_GOAL OF THE EXERCISE:_
Taking the line containing "pyautogui.click(x=<x>, y=<y>)" as the first and the last line of the entries as the end, reproduce every line between them exactly, including both.

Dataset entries

--------------------

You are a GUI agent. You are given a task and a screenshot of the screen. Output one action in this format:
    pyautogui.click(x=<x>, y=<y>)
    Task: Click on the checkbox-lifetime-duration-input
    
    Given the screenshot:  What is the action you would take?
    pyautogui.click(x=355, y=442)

--------------------

_YOUR SOLUTION:_
    pyautogui.click(x=<x>, y=<y>)
    Task: Click on the checkbox-lifetime-duration-input
    
    Given the screenshot:  What is the action you would take?
    pyautogui.click(x=355, y=442)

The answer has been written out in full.